Modern War and the Christian, by Ralph L. Moellering (Augsburg, 1969, 94 pp., paperback, $2.50). Studies militarism, pacifism, and “realism” (the “just war” tradition) and suggests positive action Christians can take. Sympathetic to the pacifist position but does not embrace it completely.

Heart Cry for Revival, by Stephen F. Olford (Zondervan, 1962, 119 pp., paperback, $1.95). Reprint of a collection of expository sermons on revival by the pastor of New York’s Calvary Baptist Church.

The Sovereignty of Grace, by Cornelius Van Til (Presbyterian and Reformed, 1969, 110 pp., paperback, $1.50). An appraisal of G. C. Berkouwer’s view of the Articles of Dort.

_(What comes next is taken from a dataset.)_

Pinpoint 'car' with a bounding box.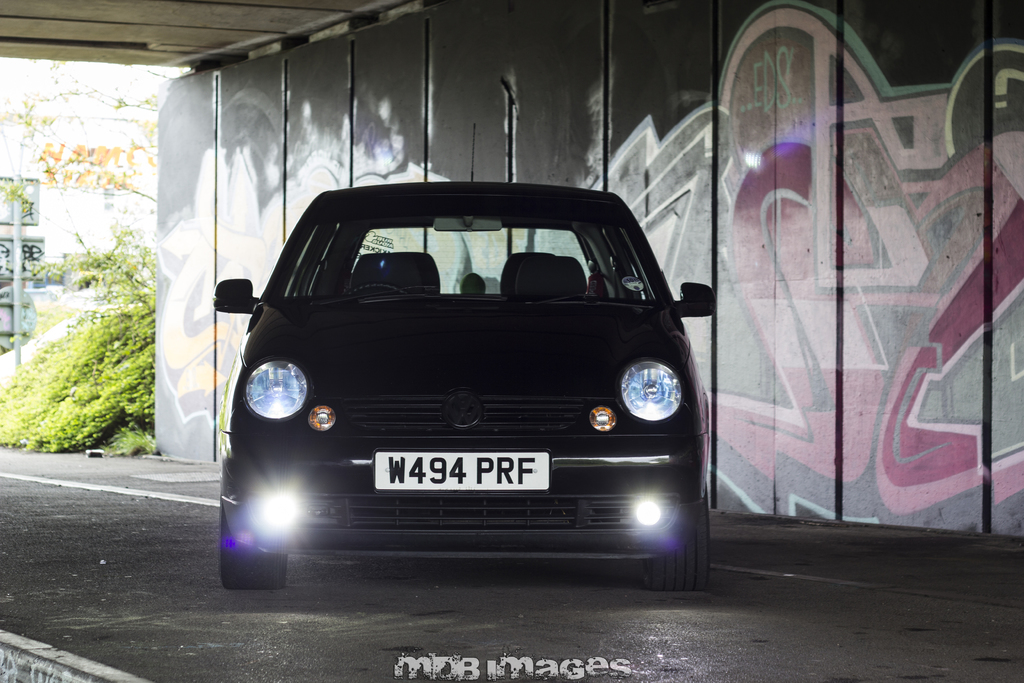
x1=212, y1=122, x2=718, y2=594.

The Book of Obadiah, by Don W. Hillis (Baker, 1969, 75 pp., paperback, $1.95). This volume and The Books of Nahum and Zephaniah, by T. Miles Bennett, are a useful addition to the “Shield Bible Study Series.”

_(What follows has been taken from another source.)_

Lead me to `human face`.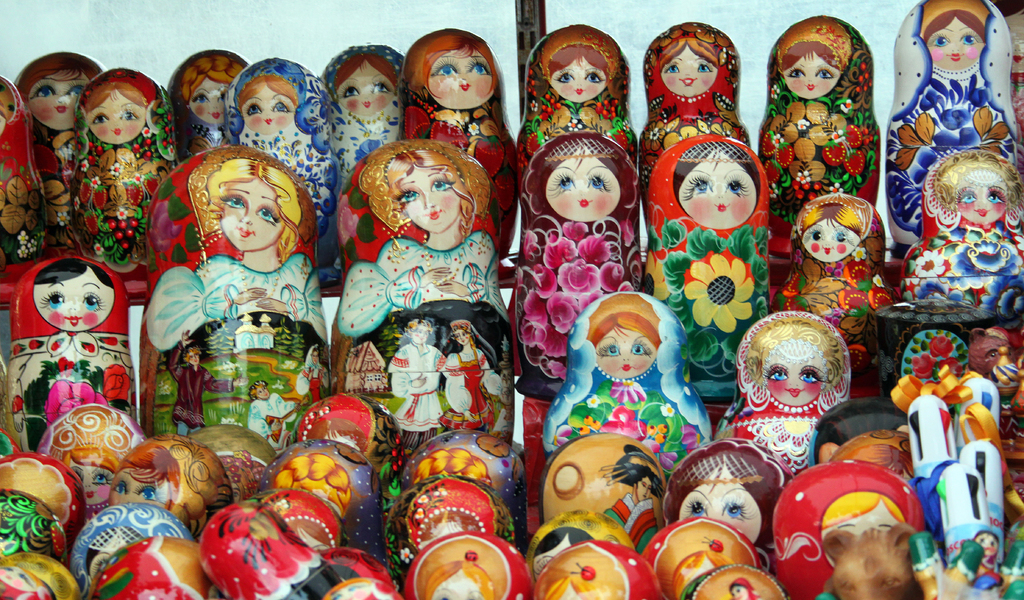
Lead to [0,17,1004,250].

Phenomenology of Religion, edited by Joseph Dabney Bettis (Harper & Row, 1969, 245 pp., paperback, $3.50). This selection of essays written from diverse perspectives represents the attempts of various philosophers to describe the essence of religion. Could be useful for research.

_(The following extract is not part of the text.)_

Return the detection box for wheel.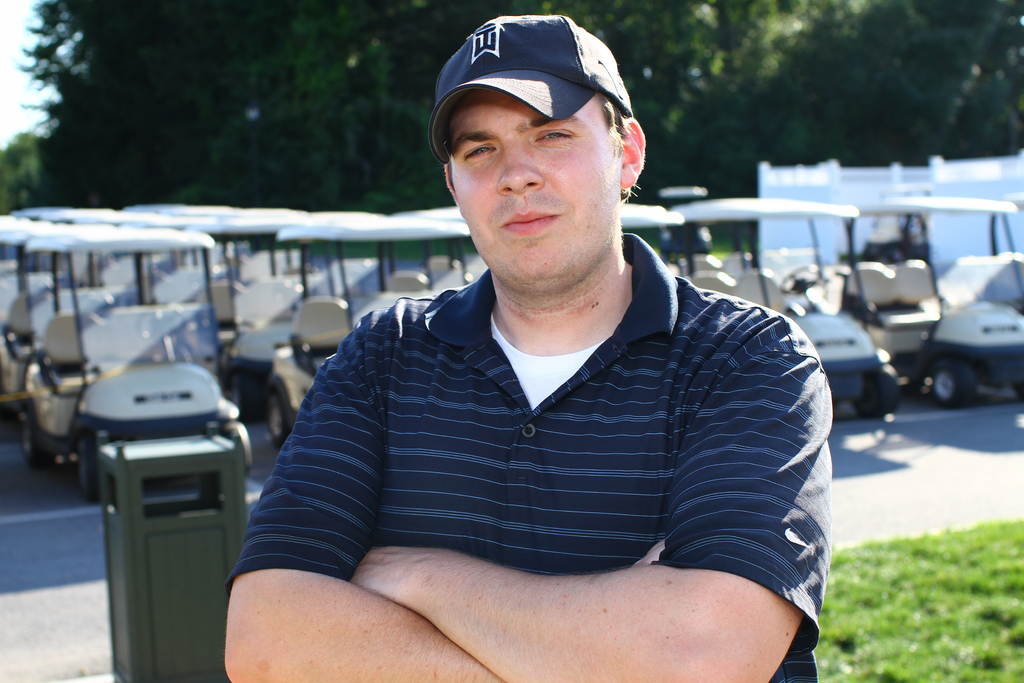
box=[925, 366, 965, 405].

Catholic Pentecostals, by Kevin and Dorothy Ranaghen (Paulist, 1969, 266 pp., paperback, $1.95). If the title jolts you, so will the book. An extremely interesting account of the Pentecostal movement within the Catholic Church.

Reconciling Community, by Orlando L. Tibbetts (Judson, 1969, 128 pp., paperback, $2.50). Challenges the Church to new forms of evangelism in a rapidly changing culture and offers helpful, specific suggestions toward a more effective ministry.